4 min
SSA a cappella
Text: Raymond Knister (public domain)
email composer for score
Commissioned by the Oriana Women’s Choir (Toronto)
Raymond Knister:
Novelist, short-story writer, and poet, John Raymond Knister was born in 1899 at Ruscomb, near Stoney Point, Lake St. Clair, where he drowned while swimming in August 1932. He left his widow Myrtle Gamble and a daughter Imogen Givens. Educated at Victoria College, University of Toronto, and Iowa State University, Knister made a sparse living first on his father’s farm near Blenheim, Ontario, and then as a journalist, man of letters, and editorial staff member of Ryerson Press. He lived in Chicago, Toronto, Hanlan’s Point, Port Dover, and Montreal. His two published novels are White Narcissus (1929) and My Star Predominant, the latter about the last years of the John Keats. Knister edited Canadian Short Stories in 1928. It was left to others to collect and publish his imagistic poetry: Dorothy Livesay in Collected Poems (1949), and David Arnason in Raymond Knister: Poems, Stories, and Essays (1975). Anne Burke published Raymond Knister: An Annotated Bibliography in 1981.
[https://rpo.library.utoronto.ca/poets/knister-raymond]
Poem in complete unabridged form:
Thin ridges of land unploughed Along the tree-rows
Covered with long cream grasses Wind-torn.

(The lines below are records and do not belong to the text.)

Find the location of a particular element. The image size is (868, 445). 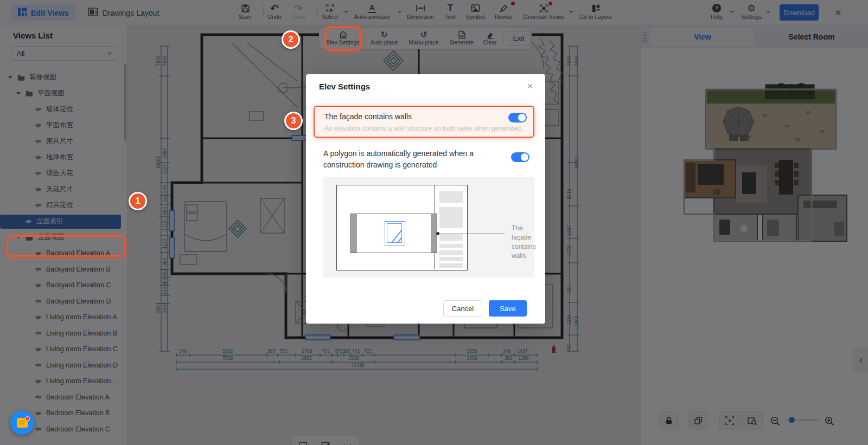

cancel-button: Cancel is located at coordinates (463, 308).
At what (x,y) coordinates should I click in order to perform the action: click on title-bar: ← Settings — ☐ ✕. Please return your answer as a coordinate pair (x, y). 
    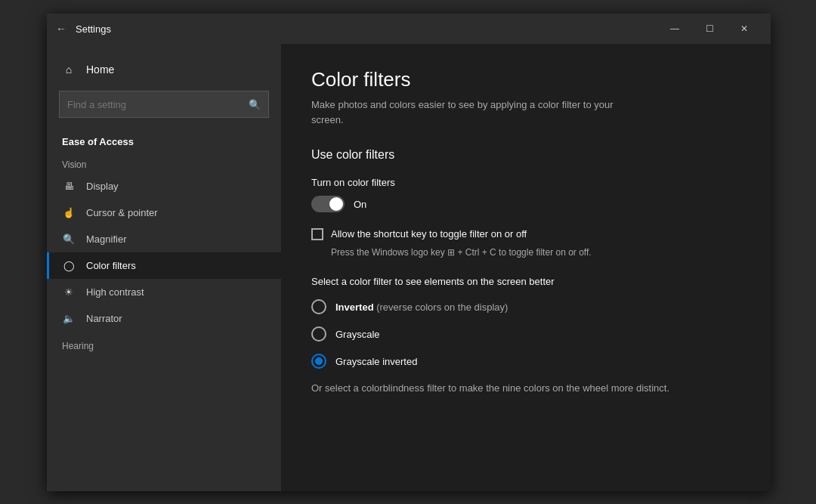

Brown sand between them, Blue boughs above.
… .
Row and row of waves ever In the breaking;
Ever in arching and convulsed Imminence;
Roll of muddy sea between; Low clouds down-pressing And pallid and streaming rain.
Notes from the composer:
This poem is in the imagist style. The composition alternates non text with text, this juxtaposition is meant to suggest to the listener that there is something beyond the immediate; an alternation of imagined verses reality. The music is presented without text first, transporting the listener somewhere else, they are then comforted by the same, or familiar music with text from the poem which offers another image to ponder. “The Orchard on the Slope” is a musical reflection, offering a moment of repose in our world.